The real public-safety risk is a surge of convincing phishing/vishing that references your employer or past interactions, not a dump of Gmail passwords.


TransUnion: why this one hits differently

Unlike Google’s corporate-contacts case, the TransUnion disclosure is about consumer PII. The company’s notice and follow-up reporting confirm over 4.4 million affected individuals in the U.S., with samples showing names, addresses, phone numbers, dates of birth, and unredacted SSNs—plus customer-support tickets stored in Salesforce. That’s the kind of information criminals use for account takeover, loan fraud, and synthetic identities.

In short: the same campaign technique (abusing third-party tokens into Salesforce) can have very different consequences depending on what a victim organization kept inside its CRM.


What to do right now (individuals)

  1. Enable a phishing-resistant sign-in method. Turn on passkeys or at least multi-factor authentication for Google and any account that matters. Then complete Google’s Security Checkup to review recovery options and suspicious devices. (Google and independent outlets urge stronger auth given the phishing uptick.)
  2. Be vishing-aware. Google won’t call you out of the blue about “security,” and pressure tactics (“reset now or be locked out”) are classic social-engineering tells. Hang up and contact the company through an official channel.
  3. Expect smarter phish. Attackers may reference your workplace, vendor, or an ongoing ticket because CRM data helps them sound legit. Treat unexpected links and “login” pages with suspicion—even if the email signature looks perfect.
  4. If TransUnion notifies you: freeze your credit with all three bureaus, use identity-monitoring services offered, and watch for new-account alerts. Stolen SSNs enable long-tail fraud.
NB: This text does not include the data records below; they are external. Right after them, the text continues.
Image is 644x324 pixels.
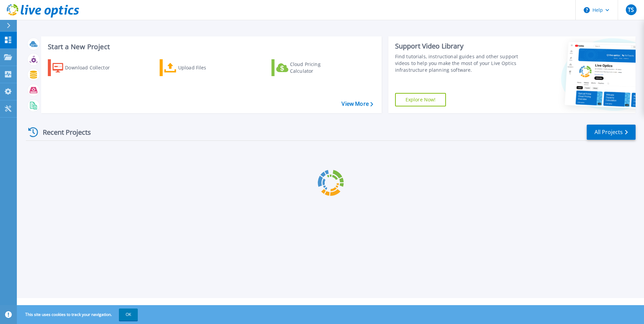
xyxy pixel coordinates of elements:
[395,42,521,51] div: Support Video Library
[290,61,344,75] div: Cloud Pricing Calculator
[587,125,636,140] a: All Projects
[395,53,521,73] div: Find tutorials, instructional guides and other support videos to help you make the most of your L...
[26,124,100,140] div: Recent Projects
[48,43,373,51] h3: Start a New Project
[395,93,446,107] a: Explore Now!
[628,7,634,13] span: TS
[159,59,235,76] a: Upload Files
[19,308,138,321] span: This site uses cookies to track your navigation.
[48,59,123,76] a: Download Collector
[65,61,119,75] div: Download Collector
[272,59,347,76] a: Cloud Pricing Calculator
[119,308,138,321] button: OK
[178,61,232,75] div: Upload Files
[342,101,373,107] a: View More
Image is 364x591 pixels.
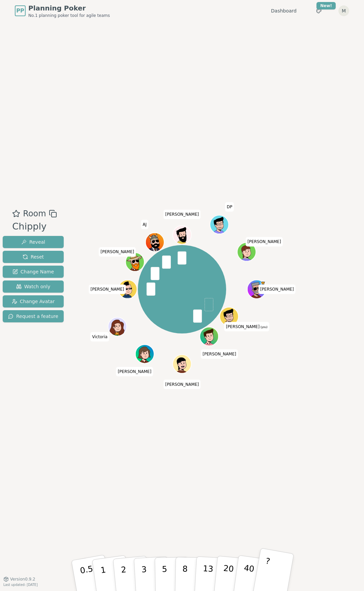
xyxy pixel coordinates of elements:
[221,307,238,325] button: Click to change your avatar
[12,220,57,233] div: Chipply
[271,8,297,14] a: Dashboard
[317,2,336,9] div: New!
[246,237,283,247] span: Click to change your name
[116,367,153,377] span: Click to change your name
[3,296,64,307] button: Change Avatar
[3,251,64,263] button: Reset
[12,298,55,305] span: Change Avatar
[224,322,269,331] span: Click to change your name
[16,7,24,15] span: PP
[3,236,64,248] button: Reveal
[29,13,110,18] span: No.1 planning poker tool for agile teams
[259,285,296,294] span: Click to change your name
[10,577,35,582] span: Version 0.9.2
[23,208,46,220] span: Room
[261,280,265,285] span: Melissa is the host
[339,5,349,16] button: M
[3,583,38,587] span: Last updated: [DATE]
[91,332,109,342] span: Click to change your name
[3,577,35,582] button: Version0.9.2
[21,239,45,245] span: Reveal
[164,210,200,219] span: Click to change your name
[201,350,238,359] span: Click to change your name
[99,247,136,257] span: Click to change your name
[225,202,234,212] span: Click to change your name
[13,268,54,275] span: Change Name
[164,379,200,389] span: Click to change your name
[8,313,59,320] span: Request a feature
[313,5,325,17] button: New!
[12,208,20,220] button: Add as favourite
[16,283,51,290] span: Watch only
[15,3,110,18] a: PPPlanning PokerNo.1 planning poker tool for agile teams
[3,266,64,278] button: Change Name
[3,280,64,293] button: Watch only
[29,3,110,13] span: Planning Poker
[260,325,268,328] span: (you)
[141,220,148,229] span: Click to change your name
[89,285,126,294] span: Click to change your name
[3,310,64,322] button: Request a feature
[23,254,44,260] span: Reset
What to do right now (IT & security teams)


FAQ

Was Gmail “breached”?
No. Google reports no compromise of Gmail or Google Cloud customer platforms. A corporate Salesforce system with business contact info was accessed, and a small number of Workspace mailboxes tied to a specific third-party integration were potentially accessed via OAuth tokens; tokens were revoked and the integration disabled.

Who’s behind it?
Google tracks the actor as UNC6395. Some outlets reference ShinyHunters in adjacent Salesforce-theft activity; regardless of branding, the common thread is abusing connected-app tokens to exfiltrate CRM data.
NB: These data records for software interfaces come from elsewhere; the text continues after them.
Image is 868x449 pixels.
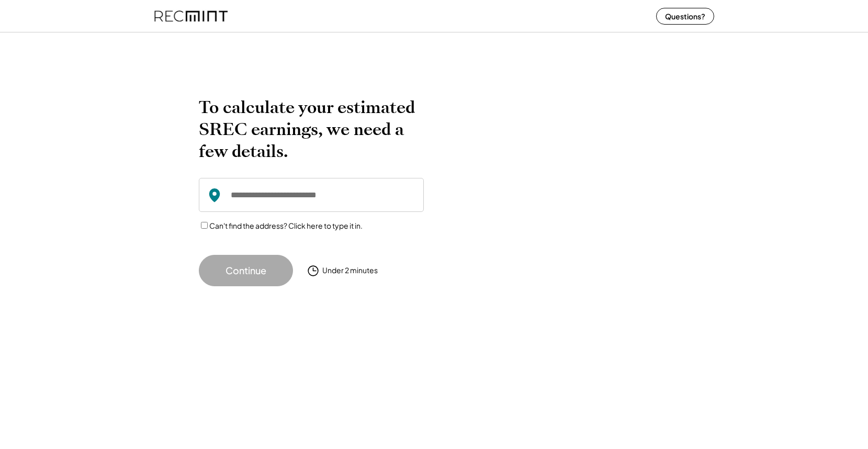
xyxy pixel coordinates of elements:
[450,96,654,264] img: yH5BAEAAAAALAAAAAABAAEAAAIBRAA7
[199,96,424,162] h2: To calculate your estimated SREC earnings, we need a few details.
[323,265,378,275] div: Under 2 minutes
[656,8,714,25] button: Questions?
[199,255,293,286] button: Continue
[154,2,228,30] img: recmint-logotype%403x%20%281%29.jpeg
[209,221,363,230] label: Can't find the address? Click here to type it in.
Is my credit at risk because of Google’s issue?
Not from Google’s corporate contacts exposure. But the TransUnion breach tied to Salesforce is different data there reportedly includes SSNs, which can impact credit. Follow any TransUnion notice to enroll in monitoring and consider freezes.

How big is the overall campaign?
Security reporters cite hundreds of Salesforce customers impacted or probed, which fits Google’s “widespread” description. Expect more disclosures as companies complete investigations.


Bottom line

The Google Salesforce data breach is best understood as a supply-chain incident: attackers hijacked third-party OAuth tokens to siphon data from Salesforce—not as a direct mass breach of Gmail. For individuals, the practical risk is a flood of convincing phishing and vishing that borrows real details from CRM records.

For enterprises, it’s a wake-up call to treat connected apps as production-critical: least-privilege scopes, token rotation, IP policies, and continuous monitoring aren’t optional anymore. And as the TransUnion case shows, the stakes escalate when sensitive PII (like SSNs) lives in those systems.

Do the basics well—passkeys/MFA, security checkups, zero-trust on phone calls—and press your vendors about exactly how their integrations store and protect tokens. It’s not enough to lock your front door if the side gate is wide open.


Sources

Google Threat Intelligence & Mandiant joint advisory on Salesforce/Salesloft Drift campaign; update confirming limited Drift Email mailbox access and no Gmail/Google Cloud customer compromise.

TransUnion breach via Salesforce; scope & data types (incl. unredacted SSNs).

Coverage of widespread Salesforce data-theft campaign and third-party token abuse.